Supposing I have a glob

相关标签:
19条回答
  • 2020-11-22 16:51
    (ls glob* &>/dev/null && echo Files found) || echo No file found
    
    0 讨论(0)
  • 2020-11-22 16:53

    In Bash, you can glob to an array; if the glob didn't match, your array will contain a single entry that doesn't correspond to an existing file:

    #!/bin/bash
    
    shellglob='*.sh'
    
    scripts=($shellglob)
    
    if [ -e "${scripts[0]}" ]
    then stat "${scripts[@]}"
    fi
    

    Note: if you have nullglob set, scripts will be an empty array, and you should test with [ "${scripts[*]}" ] or with [ "${#scripts[*]}" != 0 ] instead. If you're writing a library that must work with or without nullglob, you'll want

    if [ "${scripts[*]}" ] && [ -e "${scripts[0]}" ]
    

    An advantage of this approach is that you then have the list of files you want to work with, rather than having to repeat the glob operation.

    0 讨论(0)
  • 2020-11-22 16:55
    [ `ls glob* 2>/dev/null | head -n 1` ] && echo true
    
    0 讨论(0)
  • 2020-11-22 16:56

    I like

    exists() {
        [ -e "$1" ]
    }
    
    if exists glob*; then
        echo found
    else
        echo not found
    fi
    

    This is both readable and efficient (unless there are a huge number of files).
    The main drawback is that it's much more subtle than it looks, and I sometimes feel compelled to add a long comment.
    If there's a match, "glob*" is expanded by the shell and all the matches are passed to exists(), which checks the first one and ignores the rest.
    If there's no match, "glob*" is passed to exists() and found not to exist there either.
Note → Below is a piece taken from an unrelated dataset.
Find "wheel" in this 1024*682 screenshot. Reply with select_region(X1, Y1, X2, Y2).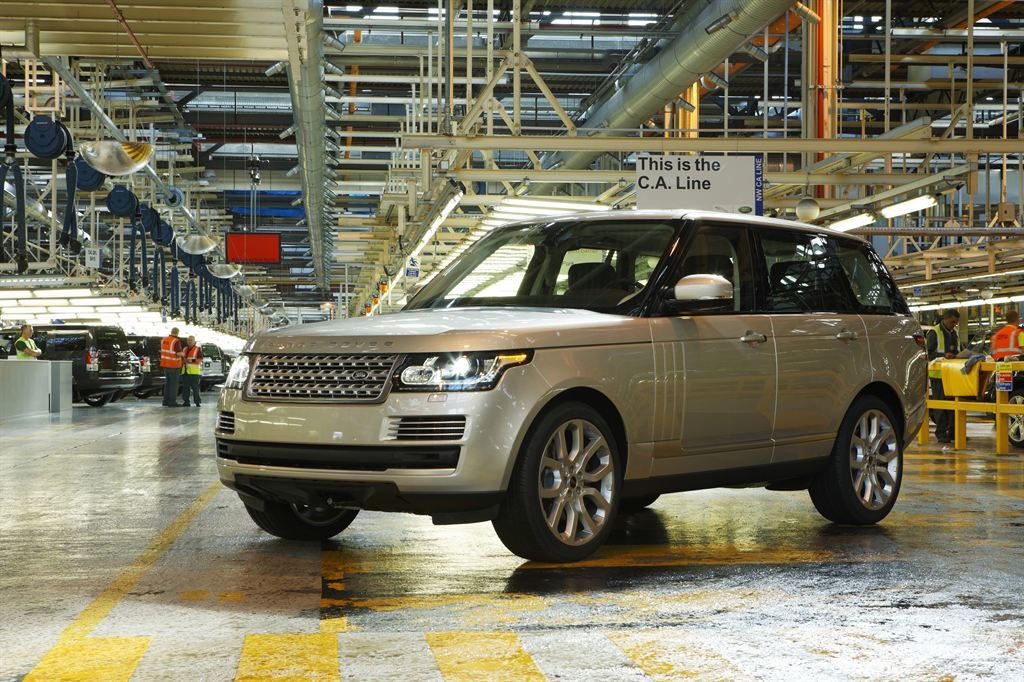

    Edit: there may be a false positive, see comment

    0 讨论(0)
  • 2020-11-22 16:56

    To simplify The MYYN's answer somewhat, based on his idea:

    M=(*py)
    if [ -e ${M[0]} ]; then
      echo Found
    else
      echo Not Found
    fi
    
    0 讨论(0)
  • 2020-11-22 16:57

    This abomination seems to work:

    #!/usr/bin/env bash
    shopt -s nullglob
    if [ "`echo *py`" != "" ]; then
        echo "Glob matched"
    else
        echo "Glob did not match"
    fi
    

    It probably requires bash, not sh.

    This works because the nullglob option causes the glob to evaluate to an empty string if there are no matches. Thus any non-empty output from the echo command indicates that the glob matched something.